A unique Leadership Talk was dedicated to the city of Bologna, art, and its significance in everyone’s lives, regardless of one’s field of study or career.
The occasion to discuss art and inspire BBS MBA participants to explore Bologna’s rich artistic heritage was the just-concluded 11th edition of Art City Bologna 2023, two weeks filled with free events, exhibitions, and initiatives. Lorenzo Balbi, Director of MAMbo Museum of Modern Art in Bologna, directed the event for the sixth year. He was a guest of Marcello Russo, Director of the Global MBA, who acted as host at Villa Guastavillani.
Russo was impressed to learn that many American degree courses, including Medicine and Business Management, include art courses. The director of these courses emphasized the importance of fostering lateral thinking by exposing students to something beautiful and distinct from conventional subjects. This led to the decision to encourage Bologna Business School students from all over the world to discover the artistic wealth of Italy and Bologna.”
What better way to do this than by inviting Lorenzo Balbi himself? The Director presented the Museum and the initiative. He told how attention towards modern art in a city like Bologna, with a solid creative and innovative spirit, is born, grows, and nourishes. The Museum, founded in 1975, started from this point: a long period of experimentation, mixing the permanent collection and temporary exhibitions, since the construction of the Museum’s second building, which would have allowed separating the two things, was never completed. This experimental vocation, combined with being at the centre of a new artistic phenomenon, allowed the Museum to host in 1994 the first exhibition in Italy dedicated to street writing and graffiti art. It was shocking for the time: graffiti art was not considered museum art. Indeed, someone did not even consider it art but rather vandalism. It was also the first time Italian street artists could work directly inside the Museum, thanks to a temporary show dedicated to them. And it was not even the first time the Museum distinguished itself in Italy for its audacity. At the end of the seventies, it hosted the International Week of Performance. Marina Abramovic was just beginning, and this type of art was not understood by everyone, much less by a conservative environment like that of Italian art. It was 1977, and the now famous Abramovic talked about herself and her then partner Ulay, with the performance Imponderabilia. “Today we talk about an art superstar,” Balbi explained, “but at the time, the police arrived because the performance required the two to be naked facing each other.” This vocation for the fearless dissemination of new creative languages must naturally be nourished. In this, Bologna was also brave in terms of Fairs, being one of the first cities to propose a fair dedicated to the modern art market.
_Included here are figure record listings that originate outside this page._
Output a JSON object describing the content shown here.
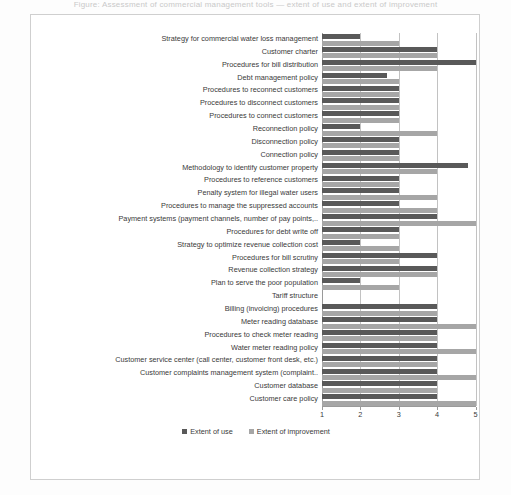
{
  "page": {
    "cropped_title": "Figure: Assessment of commercial management tools — extent of use and extent of improvement"
  },
  "chart_data": {
    "type": "bar",
    "orientation": "horizontal",
    "title": "",
    "xlabel": "",
    "ylabel": "",
    "xlim": [
      1,
      5
    ],
    "xticks": [
      "1",
      "2",
      "3",
      "4",
      "5"
    ],
    "grid": true,
    "legend_position": "bottom",
    "legend": [
      "Extent of use",
      "Extent of improvement"
    ],
    "colors": {
      "extent_of_use": "#595959",
      "extent_of_improvement": "#a6a6a6",
      "gridline": "#c2c2c2",
      "axis": "#9a9a9a",
      "text": "#3a3a3a",
      "frame": "#cfcfcf",
      "background": "#ffffff"
    },
    "categories": [
      "Strategy for commercial water loss management",
      "Customer charter",
      "Procedures for bill distribution",
      "Debt management policy",
      "Procedures to reconnect customers",
      "Procedures to disconnect customers",
      "Procedures to connect customers",
      "Reconnection policy",
      "Disconnection policy",
      "Connection policy",
      "Methodology to identify customer property",
      "Procedures to reference customers",
      "Penalty system  for illegal water users",
      "Procedures to manage the suppressed accounts",
      "Payment systems (payment channels, number of pay points,..",
      "Procedures for debt write off",
      "Strategy to optimize revenue collection cost",
      "Procedures for bill scrutiny",
      "Revenue collection strategy",
      "Plan to serve the poor population",
      "Tariff structure",
      "Billing (invoicing) procedures",
      "Meter reading database",
      "Procedures to check meter reading",
      "Water meter reading policy",
      "Customer service center (call center, customer front desk, etc.)",
      "Customer complaints management system (complaint..",
      "Customer database",
      "Customer care policy"
    ],
    "series": [
      {
        "name": "Extent of use",
        "color": "#595959",
        "values": [
          2.0,
          4.0,
          5.0,
          2.7,
          3.0,
          3.0,
          3.0,
          2.0,
          3.0,
          3.0,
          4.8,
          3.0,
          3.0,
          3.0,
          4.0,
          3.0,
          2.0,
          4.0,
          4.0,
          2.0,
          1.0,
          4.0,
          4.0,
          4.0,
          4.0,
          4.0,
          4.0,
          4.0,
          4.0
        ]
      },
      {
        "name": "Extent of improvement",
        "color": "#a6a6a6",
        "values": [
          3.0,
          4.0,
          4.0,
          3.0,
          3.0,
          3.0,
          3.0,
          4.0,
          3.0,
          3.0,
          4.0,
          3.0,
          4.0,
          4.0,
          5.0,
          3.0,
          3.0,
          3.0,
          4.0,
          3.0,
          1.0,
          4.0,
          5.0,
          4.0,
          5.0,
          4.0,
          5.0,
          4.0,
          5.0
        ]
      }
    ]
  }
}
Balbi then told the students how Art City was born and developed, explaining in detail the most exciting elements of the programme. These included the performance Have a Nice Day, by a group of Lithuanian authors who created an opera from the phrases uttered every day by supermarket cashiers. Or like Yuri Ancarani’s Atlantis, a metaphor for life and growth, and Roberto Fassone’s And We Thought III, which works with artificial intelligence, testing it in doing absurd things, like eating hallucinogenic mushrooms, to experiment with new artistic languages. Theatres, cinemas, museums, streets… Bologna came alive during Art City in various locations to involve its citizens as much as possible.
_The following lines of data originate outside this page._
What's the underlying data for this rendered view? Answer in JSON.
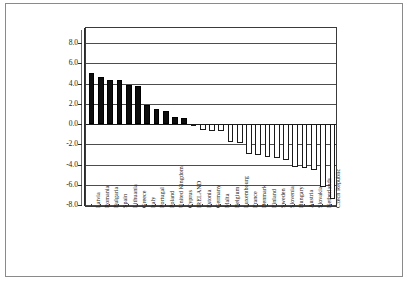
{
  "chart_data": {
    "type": "bar",
    "title": "",
    "subtitle": "",
    "xlabel": "",
    "ylabel": "",
    "ylim": [
      -8.0,
      9.0
    ],
    "grid": true,
    "legend": "none",
    "ytick_labels": [
      "8.0",
      "6.0",
      "4.0",
      "2.0",
      "0.0",
      "-2.0",
      "-4.0",
      "-6.0",
      "-8.0"
    ],
    "ytick_values": [
      8.0,
      6.0,
      4.0,
      2.0,
      0.0,
      -2.0,
      -4.0,
      -6.0,
      -8.0
    ],
    "categories": [
      "Latvia",
      "Romania",
      "Bulgaria",
      "Spain",
      "Lithuania",
      "Greece",
      "Italy",
      "Portugal",
      "Poland",
      "United Kingdom",
      "Cyprus",
      "IRELAND",
      "Estonia",
      "Germany",
      "Malta",
      "Belgium",
      "Luxembourg",
      "France",
      "Denmark",
      "Finland",
      "Sweden",
      "Slovenia",
      "Hungary",
      "Austria",
      "Slovakia",
      "Netherlands",
      "Czech Republic"
    ],
    "values": [
      5.0,
      4.7,
      4.4,
      4.4,
      3.9,
      3.8,
      1.9,
      1.5,
      1.3,
      0.7,
      0.6,
      -0.2,
      -0.6,
      -0.7,
      -0.7,
      -1.8,
      -1.9,
      -3.0,
      -3.1,
      -3.3,
      -3.4,
      -3.6,
      -4.2,
      -4.3,
      -4.5,
      -6.2,
      -7.4
    ],
    "highlight_category": "IRELAND",
    "positive_fill": "#0d0d0d",
    "negative_fill": "#ffffff",
    "bar_border": "#1a1a1a",
    "gridline_color": "#4d4d4d",
    "axis_color": "#2b2b2b"
  }
}
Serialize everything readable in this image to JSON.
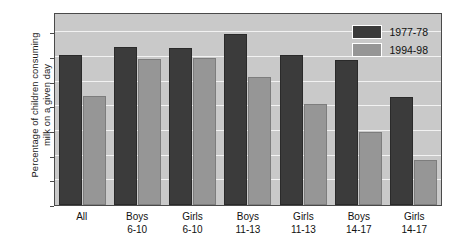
{
  "chart_data": {
    "type": "bar",
    "title": "",
    "xlabel": "",
    "ylabel": "Percentage of children consuming milk on a given day",
    "ylabel_lines": [
      "Percentage of children consuming",
      "milk on a given day"
    ],
    "categories": [
      "All",
      "Boys 6-10",
      "Girls 6-10",
      "Boys 11-13",
      "Girls 11-13",
      "Boys 14-17",
      "Girls 14-17"
    ],
    "category_lines": [
      {
        "l1": "All",
        "l2": ""
      },
      {
        "l1": "Boys",
        "l2": "6-10"
      },
      {
        "l1": "Girls",
        "l2": "6-10"
      },
      {
        "l1": "Boys",
        "l2": "11-13"
      },
      {
        "l1": "Girls",
        "l2": "11-13"
      },
      {
        "l1": "Boys",
        "l2": "14-17"
      },
      {
        "l1": "Girls",
        "l2": "14-17"
      }
    ],
    "series": [
      {
        "name": "1977-78",
        "color": "#3b3b3b",
        "values": [
          30.4,
          32.0,
          31.9,
          34.7,
          30.4,
          29.4,
          21.8
        ]
      },
      {
        "name": "1994-98",
        "color": "#969696",
        "values": [
          22.0,
          29.5,
          29.8,
          26.0,
          20.4,
          14.7,
          9.2
        ]
      }
    ],
    "ylim": [
      0,
      39.1
    ],
    "yticks": [
      0,
      5,
      10,
      15,
      20,
      25,
      30,
      35
    ],
    "ytick_labels": [
      "0",
      "5",
      "10",
      "15",
      "20",
      "25",
      "30",
      "35"
    ],
    "grid": true,
    "grid_color": "#f2f2f2",
    "legend_position": "top-right",
    "plot_background": "#c9c9c9",
    "figure_background": "#ffffff"
  }
}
“The idea is not to focus on specific events, but to have many events scattered around the city so that people can walk around and always find something open and free,” said Balbi. “Even better if it’s not a place where you would expect to find art, like museums or private galleries, if we can open up unusual spaces or spaces that are normally closed and do it through the languages and works of artists.”
Art City 2023 has come to an end. While waiting for the next edition, the invitation is to open up to the artistic wonders of the city. These are not only the oldest ones but also the modern and contemporary, unexpected and experimental ones, to be discovered on the walls and in city locations such as MAMbo.